Global companies pay close attention to its merger enforcement because they are eager to increase their market share in China and generally don’t want to make divestitures there. Also, China at times has asked for actions that aren’t required by antitrust authorities elsewhere.
“If you are the seller and receive two bids for about the same amount but one is subject to Chinese merger control and the other isn’t, you will seriously consider going with the bid that will enable a quicker closing,” said U.S.-based lawyer Deidre Johnson. “Some folks are losing deals because of it.”
China’s Ministry of Commerce, or Mofcom, which reviews mergers, has a smaller staff than major antitrust agencies around the world, a concern acknowledged by a Chinese official this month.
“In Mofcom, the number of actual case handlers is about 20, but the workload is almost identical to those enforcement agencies in the EU and in the U.S.,” Shang Ming, director general of the Ministry of Commerce’s Anti-Monopoly Bureau, told a packed room of lawyers at an antitrust conference in Washington.

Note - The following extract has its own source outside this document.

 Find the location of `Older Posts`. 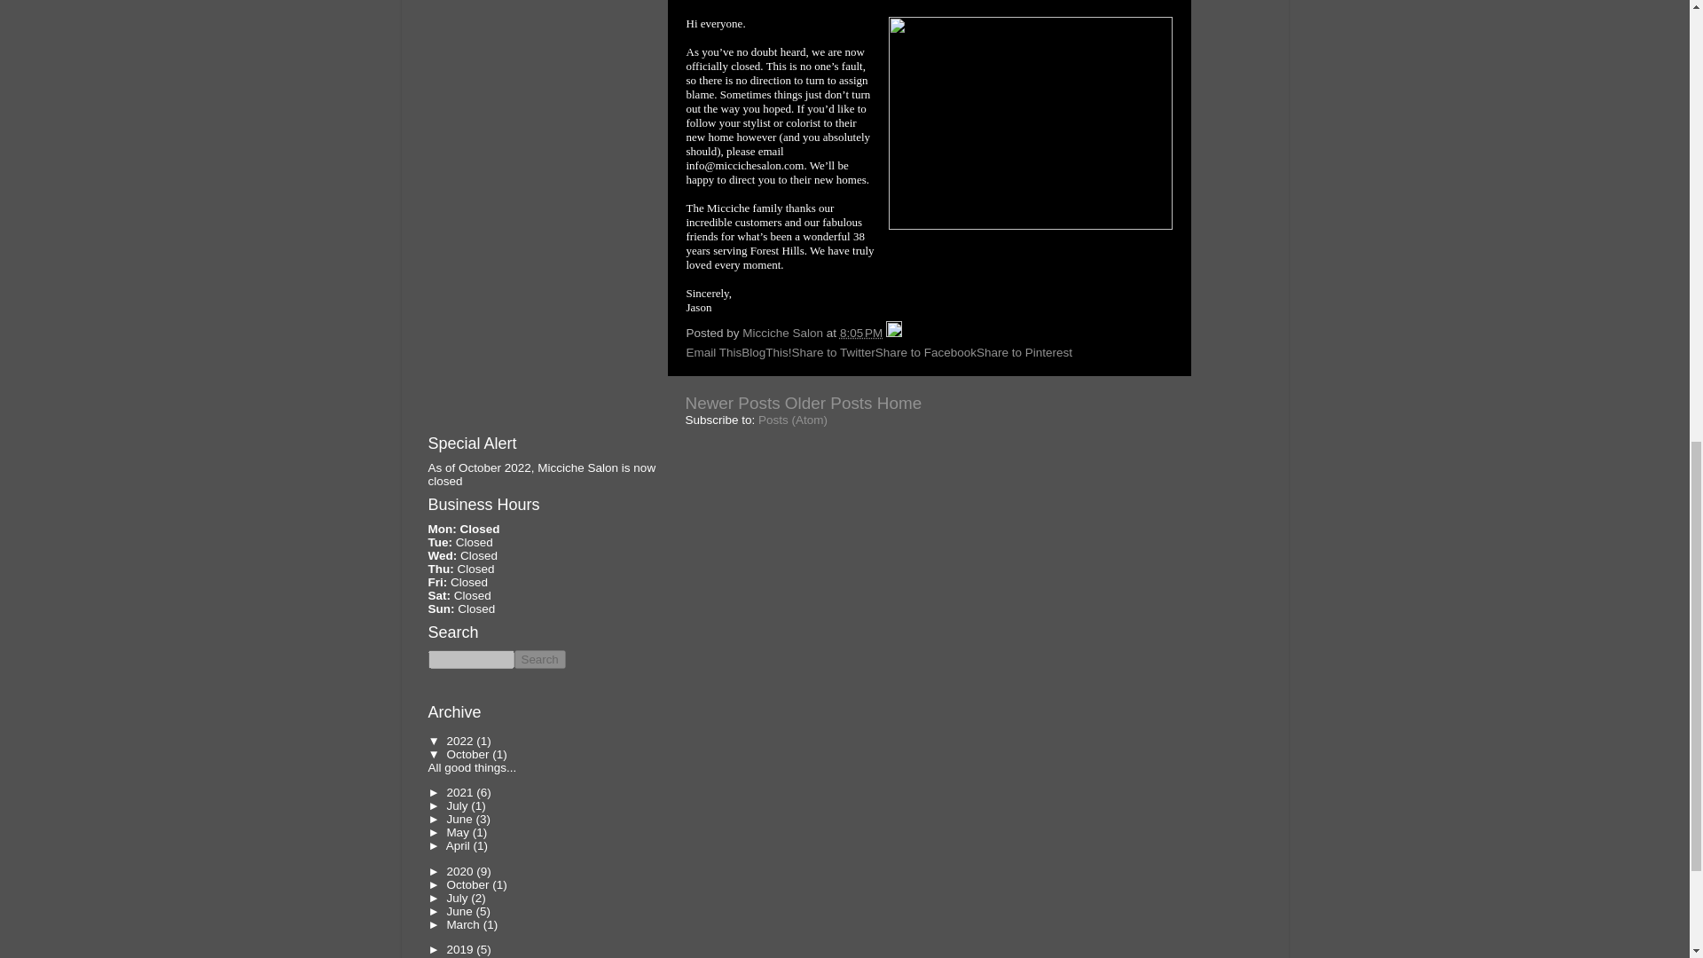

The European Commission, the European Union’s central antitrust watchdog, has about 100 staff members who review mergers. In the U.S., the Federal Trade Commission has around 115 staffers involved in merger review. The Justice Department’s Antitrust Division, which shares enforcement authority with the FTC, also employs several hundred staffers who work on a wide range of antitrust matters, from mergers to criminal price-fixing.
“With the increasing number of cases year by year, our scarce resources become even scarcer,” Mr. Shang said through a translator. He said China urgently needed “to find a solution to distinguish cases that will not harm competition and expedite the review process.”

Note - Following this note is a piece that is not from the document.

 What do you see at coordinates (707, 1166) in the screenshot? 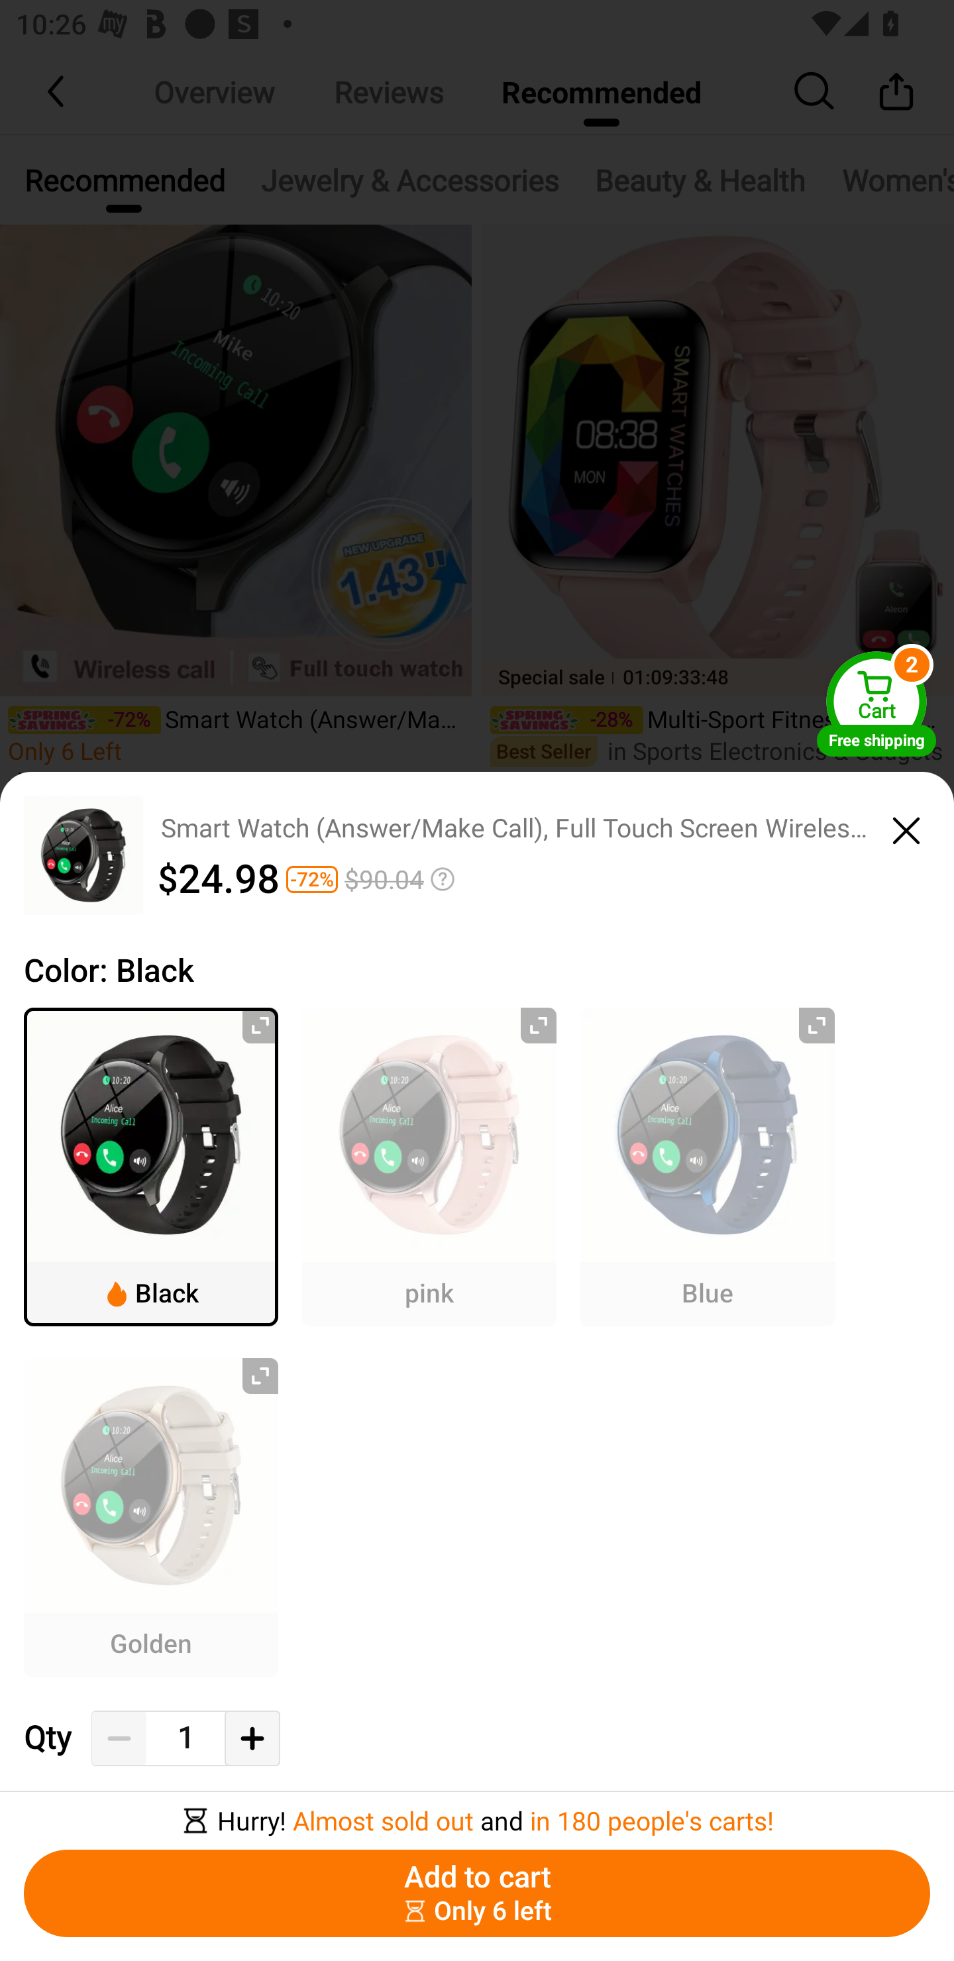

The ministry has introduced rules that aim to shorten the time it takes to review simple cases, such as those involving parties with low market shares after their merger.
The lack of resources is compounded by a focus on issues that go beyond the traditional remit of competition law, including whether deals might harm Chinese national economic development. For deals in sensitive sectors such as energy, food and technology, the Ministry of Commerce tends to consult extensively with other government ministries on conditions for the deal—conditions that may not be directly linked to antitrust concerns.
Glencore GLNCY -1.54% PLC’s acquisition of mining group Xstrata is an example. Beijing approved the Glencore deal in April 2013, more than a year after being notified of it and five months after the EU and U.S. had waved it through.
To secure Beijing’s blessing for the $62 billion acquisition, Glencore agreed to sign a long-term contract to supply copper concentrate to Chinese customers at specified prices—even though the companies’ combined shares of those markets were below levels that would normally raise issues for U.S. or EU regulators, according to a report published in October by Fei Deng, a partner with Edgeworth Economics, and Cunzhen Huang, a lawyer with Cleary Gottlieb Steen & Hamilton LLP.
In approving the deal, regulators also required that Glencore divest the giant Las Bambas copper mine in Peru. China, the world’s biggest copper consumer, imposed this condition even though Glencore doesn’t operate any copper-mining or processing facilities in China. Chinese regulators also have to approve of the buyer for Las Bambas. The company can scrap the sale, but it would then have to auction other assets that China has identified.
A spokesman for Glencore-Xstrata declined to comment.